RECORDS FOR THE EXERCISE:

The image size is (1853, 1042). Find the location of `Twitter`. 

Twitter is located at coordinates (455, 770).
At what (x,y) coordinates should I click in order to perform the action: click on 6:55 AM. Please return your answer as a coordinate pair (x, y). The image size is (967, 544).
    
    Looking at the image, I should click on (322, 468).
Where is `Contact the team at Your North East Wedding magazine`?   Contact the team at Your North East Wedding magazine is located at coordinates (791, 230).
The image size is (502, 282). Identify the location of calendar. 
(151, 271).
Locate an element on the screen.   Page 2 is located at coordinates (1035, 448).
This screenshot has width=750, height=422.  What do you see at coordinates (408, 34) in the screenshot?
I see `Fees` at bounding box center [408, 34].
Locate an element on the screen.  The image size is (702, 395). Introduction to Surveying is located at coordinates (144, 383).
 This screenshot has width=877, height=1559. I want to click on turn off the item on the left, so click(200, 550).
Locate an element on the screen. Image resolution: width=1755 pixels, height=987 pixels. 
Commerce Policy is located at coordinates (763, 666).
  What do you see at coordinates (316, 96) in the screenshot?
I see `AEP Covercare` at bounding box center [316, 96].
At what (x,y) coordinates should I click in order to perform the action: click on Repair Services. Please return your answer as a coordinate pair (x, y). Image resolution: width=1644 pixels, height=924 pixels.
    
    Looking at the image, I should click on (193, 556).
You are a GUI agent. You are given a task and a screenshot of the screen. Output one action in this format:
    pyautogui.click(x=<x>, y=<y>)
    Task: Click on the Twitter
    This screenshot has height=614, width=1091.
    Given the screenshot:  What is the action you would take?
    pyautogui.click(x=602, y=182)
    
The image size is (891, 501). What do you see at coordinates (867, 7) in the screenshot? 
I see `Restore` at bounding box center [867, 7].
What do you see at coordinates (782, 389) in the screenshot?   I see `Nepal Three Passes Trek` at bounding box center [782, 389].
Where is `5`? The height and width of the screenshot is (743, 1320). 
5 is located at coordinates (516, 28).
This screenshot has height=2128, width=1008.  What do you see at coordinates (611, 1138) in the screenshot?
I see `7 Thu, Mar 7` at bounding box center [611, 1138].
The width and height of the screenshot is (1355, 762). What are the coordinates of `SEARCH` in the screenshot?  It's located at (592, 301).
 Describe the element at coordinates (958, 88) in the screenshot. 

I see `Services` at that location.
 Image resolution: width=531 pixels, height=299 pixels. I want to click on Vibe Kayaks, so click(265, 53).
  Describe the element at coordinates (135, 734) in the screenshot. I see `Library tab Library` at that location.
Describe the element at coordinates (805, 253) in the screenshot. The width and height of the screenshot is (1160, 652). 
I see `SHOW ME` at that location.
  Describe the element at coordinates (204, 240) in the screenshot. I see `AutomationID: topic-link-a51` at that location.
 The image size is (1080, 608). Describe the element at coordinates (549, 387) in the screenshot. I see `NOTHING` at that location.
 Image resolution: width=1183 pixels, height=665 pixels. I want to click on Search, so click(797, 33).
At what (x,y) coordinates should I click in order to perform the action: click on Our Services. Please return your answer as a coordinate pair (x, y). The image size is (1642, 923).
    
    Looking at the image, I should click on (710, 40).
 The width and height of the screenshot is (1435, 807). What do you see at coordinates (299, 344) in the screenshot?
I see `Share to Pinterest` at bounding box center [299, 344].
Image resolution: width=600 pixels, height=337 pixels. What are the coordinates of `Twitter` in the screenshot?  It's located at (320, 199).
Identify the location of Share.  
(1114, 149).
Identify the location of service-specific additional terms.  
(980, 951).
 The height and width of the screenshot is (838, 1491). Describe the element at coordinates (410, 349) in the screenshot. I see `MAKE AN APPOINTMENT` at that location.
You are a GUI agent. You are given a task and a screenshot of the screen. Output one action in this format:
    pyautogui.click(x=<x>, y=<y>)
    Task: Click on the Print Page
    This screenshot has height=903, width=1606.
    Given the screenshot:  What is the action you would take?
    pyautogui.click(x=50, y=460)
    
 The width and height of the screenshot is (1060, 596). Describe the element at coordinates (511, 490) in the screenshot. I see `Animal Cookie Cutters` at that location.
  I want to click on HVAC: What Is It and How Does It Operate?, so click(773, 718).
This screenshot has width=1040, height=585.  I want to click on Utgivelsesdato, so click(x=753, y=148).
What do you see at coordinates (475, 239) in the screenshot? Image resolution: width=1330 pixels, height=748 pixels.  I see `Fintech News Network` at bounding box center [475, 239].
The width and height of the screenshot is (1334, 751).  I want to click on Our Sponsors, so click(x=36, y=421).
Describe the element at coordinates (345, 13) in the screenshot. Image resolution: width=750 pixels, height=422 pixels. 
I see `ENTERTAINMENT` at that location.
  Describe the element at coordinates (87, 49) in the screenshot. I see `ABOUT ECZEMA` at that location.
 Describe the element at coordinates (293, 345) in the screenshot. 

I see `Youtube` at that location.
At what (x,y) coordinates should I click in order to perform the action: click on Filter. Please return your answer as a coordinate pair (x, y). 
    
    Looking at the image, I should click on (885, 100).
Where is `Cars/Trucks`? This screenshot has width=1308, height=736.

TASK BRIEF: Using the entries above, repeat only the lines from the one containing "This screenshot has height=2128, width=1008." through the one containing "The width and height of the screenshot is (1355, 762).", end lines included.

WRITTEN ANSWER:
This screenshot has height=2128, width=1008.  What do you see at coordinates (611, 1138) in the screenshot?
I see `7 Thu, Mar 7` at bounding box center [611, 1138].
The width and height of the screenshot is (1355, 762). What are the coordinates of `SEARCH` in the screenshot?  It's located at (592, 301).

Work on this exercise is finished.